As far as I’m concerned there is only one way to open Christmas presents and that is the way I did when I was growing up. To find out if you did it right, keep reading.
Our Christmas was perfect because it didn’t follow the calendar. With18 shopping days left, if I was out of underwear and needed new ones, my mom threw the package into the bathroom as I was stepping out of the shower. “Merry Christmas,” she would yell as the gift lie soaking on the floor.
We saved the majority of the presents for Christmas Eve, but opening hour came sooner each year until the Night Before Christmas rapidly became the Morning Before Christmas. Some years we even persuaded dad to let us open on the morning before the Night Before Christmas.
However, no matter when we opened gifts, we would always begin with my dad reading the Biblical Christmas story followed by a prayer. During the prayer, we closed one eye, feigning a moment of religiosity, and kept one eye on the gift to be opened first.
Posed like runners on a block, we awaited the prayer’s predictable conclusion. As Dad enunciated the first syllable of “amen,” hands were poised over the gifts and as he pronounced the second syllable, paper was flying.
Ten minutes later, there was a “scheduled hold.” The delay came because my mom would run out of gift tags and there were, inevitably, several mystery packages. My mom would take a minute to examine or shake a package before she might say, “Here, Norris, I’m pretty sure this one is for you.” Sometimes her memory served her well and sometimes I opened packages filled with my sister’s underwear.
Growing up with those memories presented some challenges when I first went to my wife’s home for Christmas. Her family was steeped in tradition and rules. While my mother -in-law never forgets a gift tag, her grandchildren enjoy the treasure hunt that ensues when she realizes she has again forgotten where she has hidden a gift
Grandma was always the gift distributor deciding who got what when. When your moment came to receive a gift, you must begin by reading the gift tag and the accompanying mush or poem.
Then, following a time-honored ritual, you must raise your gift above your head and comment on the pretty paper. To substantiate your compliment, you must exercise great care in unwrapping the gift and all the while swearing your intentions to preserve the paper for next year. You are encouraged to mix compliments about your current gift with compliments over gifts received in previous years wrapped in the same paper.
Once unwrapped, bows, paper and ribbons are placed in their respective recycle bins. But if you ever rip the paper, making it unusable, there is a collective “ah” in the room. This endurance ritual goes on for hours and the weak fall by the wayside.
By the end of the gift-opening marathon, (one year we took a break for lunch and a nap) the bins are full of paper because my mother-in-law individually wraps every item. If you get a remote control car, you get the car, the batteries, and the remote control in three separate boxes.
Somehow through 22 years of marriage, my wife and I have found a way to honor both family traditions, as have most of you. This leads me to a question:
If we can make it though the quirky traditions and expectations of our in-laws then why is it so hard for us to understand why a woman wears a certain headdress or why a man walks his family to Temple on Saturday or why a couple declines alcohol at your holiday party?
As a chaplain I have wrapped crystals to wrists, put healing blankets on the bed, burned incense and put garlic under the bed. In doing these things, I find that there are many different cultures that all express the hope of “peace on earth and good will toward men.”
We tend to let the different cultures, traditions and languages of our community create a barrier for us in a way God never intended. I once enrolled in a Spanish class because I wanted to bridge such a barrier by learning to read classic Biblical passages to Spanish-speaking patients. My progress was poor, but one afternoon I met a Spanish-speaking woman who was waiting for news from the surgeon about her husband. Her husband dying and everyone knew it.
I opened a Spanish New Testament and butchered the 23rd Psalm. The woman commented to her daughter and her daughter translated. “I barely understood a word of that, but tell him,” she said grinning, “I think he knows Spanish in his heart.”
We need not know every culture, but we can show a determination to “know them in our hearts.” We can resolve this New Year to find appreciation for those who come from different faiths, traditions and nations. In making such a resolution, we renew the principle that melted and molded us into a nation.
To make such a resolution does not mean we have to forfeit our Christian beliefs, but in a world that is fighting so much over differences, I think it is up to many of us to find, and find quickly, our similarities.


**Instructions to follow:** Of all the lines below, output only those starting at the one with "detect <element>wheel</element>." and ending at the one with "this 1024px×681px screenshot.", both ends included, exactly as written.

**Excerpted records:**
___

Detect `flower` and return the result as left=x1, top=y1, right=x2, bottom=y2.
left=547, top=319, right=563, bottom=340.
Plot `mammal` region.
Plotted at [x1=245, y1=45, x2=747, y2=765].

___

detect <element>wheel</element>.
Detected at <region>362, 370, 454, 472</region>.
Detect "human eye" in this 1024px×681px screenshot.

___

**Written answer:**
detect <element>wheel</element>.
Detected at <region>362, 370, 454, 472</region>.
Detect "human eye" in this 1024px×681px screenshot.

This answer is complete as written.